For example searching for "current time on JavaScript" on Google, I get SO, MDN, and basically a lot of SEO spam sites. Same thing on Kagi https://kagi.com/search?q=current+time+in+JavaScript&r=au&sh... ends with an actually interesting blog on position 5, link to moment.js on GH, further down posts about accuracy and about the Temporal API proposal, etc.
Friendly reminder that google had this feature a decade ago then removed it. Hopefully someone in the C-Suite got a few back pats for that decision.
https://searchengineland.com/google-brings-back-blocking-sit...
Pinterest is a scourge on the modern web, worse than any other.
(I don't have a pinterest account, if that makes a difference.)
I wonder what possible logic there could be to not allow it? The only one I can think of is they don't want bridgading to create a wider system block but that seems easily enough to resolve.
At that point they would be bleeding ad revenue as all the nasty, fake, abusive, spammy websites would be insta blocked.
Imagine being able to add a list and all of a sudden half the SEO blogs are excluded from results. Assuming Google even allows it, they would then have to work even harder to find relevant content to your search query. They can't rely on throwing a huge wall of semi-relevant results that you have to wade through, generating ad impressions as you go along.
I never got why these even ever appear in Google search results (or any search results, really). It feels like it would be super trivial to identify sites that are scraped copies of other sites. Granted, without foreknowledge, the engine doesn't know which is the original. But at the very least this can be determined by a human once, and then the problem goes away forever for that particular site.
OMG. Why doesn't Google filter out the likes of geeksforgeeks for instance? How is it possible that it always come before the genuine SO answer?
Even without offering the possibility to filter out a domain (which they had, and later removed), how does the ranking algorithm not see those horrible, zero value clones??
I can't tell you what they are, but there are probably internal Google incentives to filter and internal Google incentives to not filter, and the ones to not filter are probably stronger.
Almost all the interesting factual websites are not ad-monetized. The SO spam etc are all scraps of the factual websites with ads injected. If google simply deprioritized ad-supported websites the search results would be much cleaner, but the part of google that sells the ads on sites instead of in search results would throw a fit.
I run uBlock origin (of course), am extremely aware that geeksforgeeks exist and is utter shit, and yet I get fooled now and again, which makes me very angry at that website, Google, myself, and the world in general...
[0] - https://tecadmin.net/get-current-date-time-javascript/#:~:te...
I can't believe some people actually use the internet like that all the time.
The best kind of search engine is the kind that can read your mind (by inferring your intention or something)
Sure, I'd like Booleans to work again, and intitle:.
That said, Google could probably make an inferred search interpretation work well if they wanted to return results that were good for the user rather than return results that optimise their ad revenue.
Also the ability to promote high quality domains helps even more with this (though i have found one needs to be careful with pinning domains, as it can lead to irrelevant results being shown first because they have some if the same keywords).
> Time is an important part of our life and we cannot avoid it. In our daily routine, we need to know the current date or time frequently.
and
> Time, a measure of the passing of moments.
I get the same in Kagi clicking your link above.
Both the 1st and 3rd result is SO. 2nd result is MDM.
I’m confused, so what’s different between paid Kagi and free Google search then?
(Note: I’m not hating on Kagi, I’m just genuinely wanting to understand)
I get those in Google as well. But tbh, I don't care. If I'm looking for "current time in JavaScript", I don't care if the answer comes from stackoverflow or any of it's clones. It's not like I want to interact with that site somehow. I just want answers. If I want interaction, I obviously go to stackoverflow directly.
It might matter that I'm using Ad-blockers, so maybe if I didn't, those sites would feed me obnoxious popups and malware, but as it stands, I don't see any difference...
Btw, can you hide text preview on Kagi instead of removing the domain completely (in case you're not certain the website is garbage and sometimes want to check the results, but just want them less visible)?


WORK INSTRUCTION » Skip the pictures. Quote every line below, exactly, from the one with "The width and" through the final line.

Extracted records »
◇ ◇ ◇ ◇ ◇ ◇ ◇
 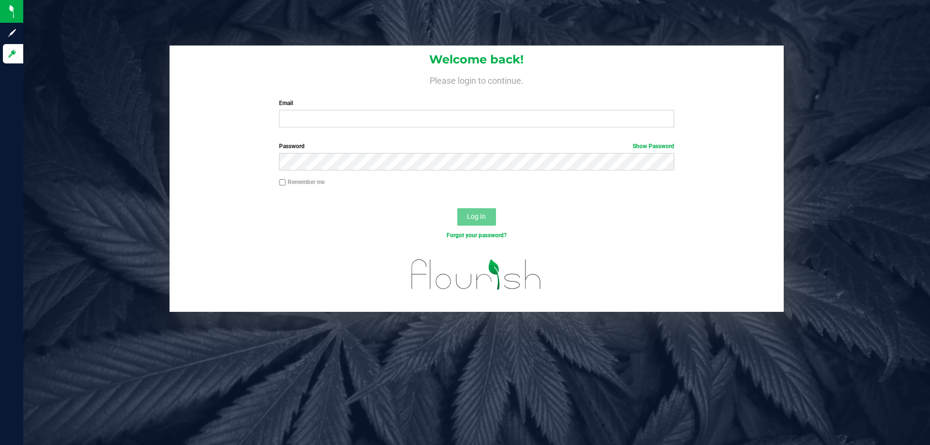 I want to click on input: Remember me, so click(x=283, y=183).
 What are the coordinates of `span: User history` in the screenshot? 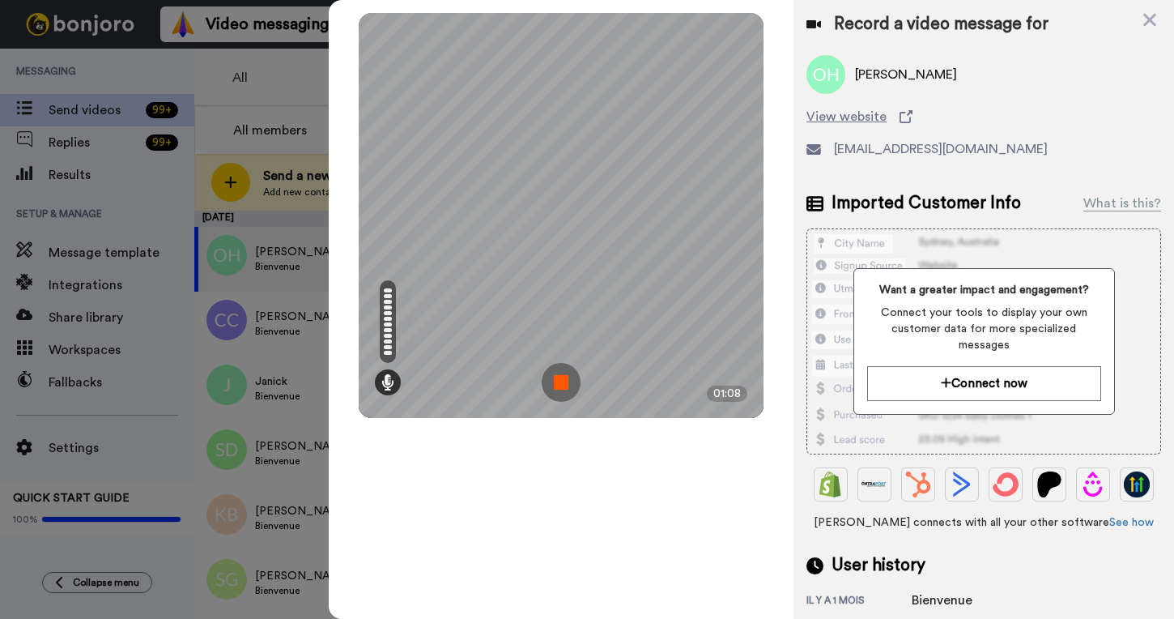 It's located at (879, 565).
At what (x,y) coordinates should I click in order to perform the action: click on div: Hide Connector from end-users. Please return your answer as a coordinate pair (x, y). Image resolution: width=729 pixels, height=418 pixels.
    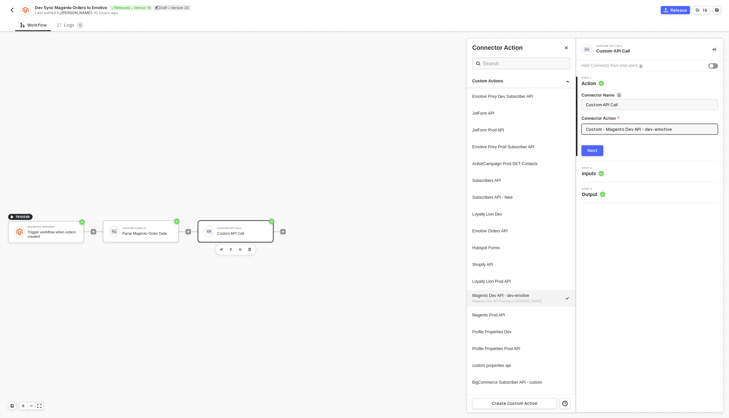
    Looking at the image, I should click on (610, 66).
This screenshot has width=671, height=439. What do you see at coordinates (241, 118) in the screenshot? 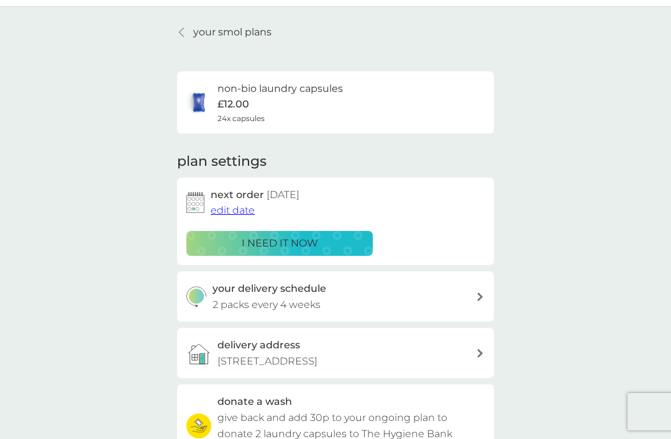
I see `span: 24x capsules` at bounding box center [241, 118].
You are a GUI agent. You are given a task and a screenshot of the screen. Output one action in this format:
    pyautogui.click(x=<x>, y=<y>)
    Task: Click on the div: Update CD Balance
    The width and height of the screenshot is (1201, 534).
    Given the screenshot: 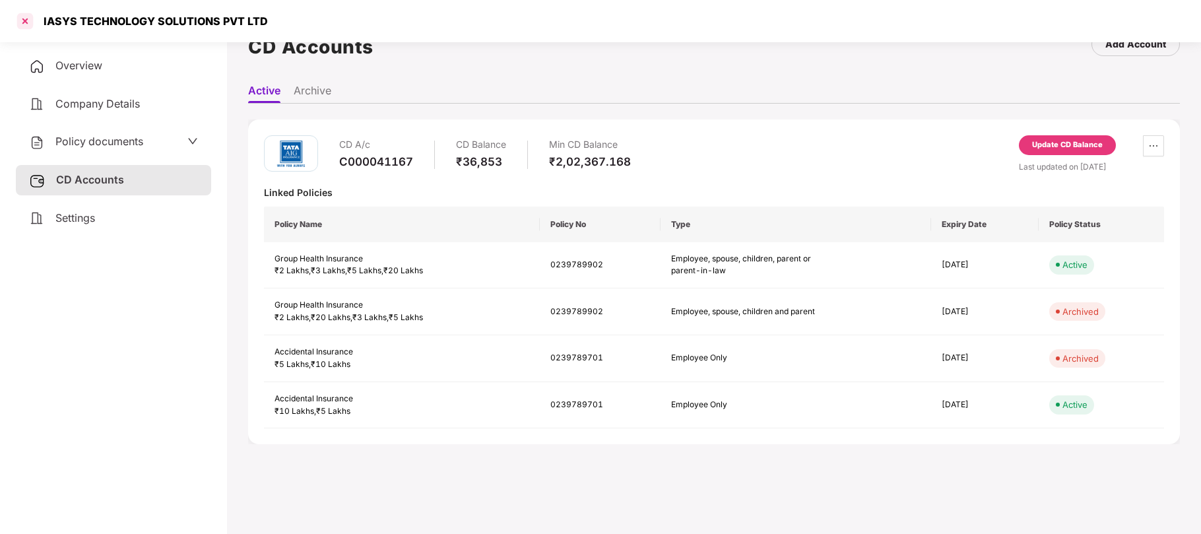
◇ ◇ ◇ ◇ ◇ ◇ ◇
RESULT FOR THIS EXERCISE »
    The width and height of the screenshot is (1201, 534).
    Given the screenshot: 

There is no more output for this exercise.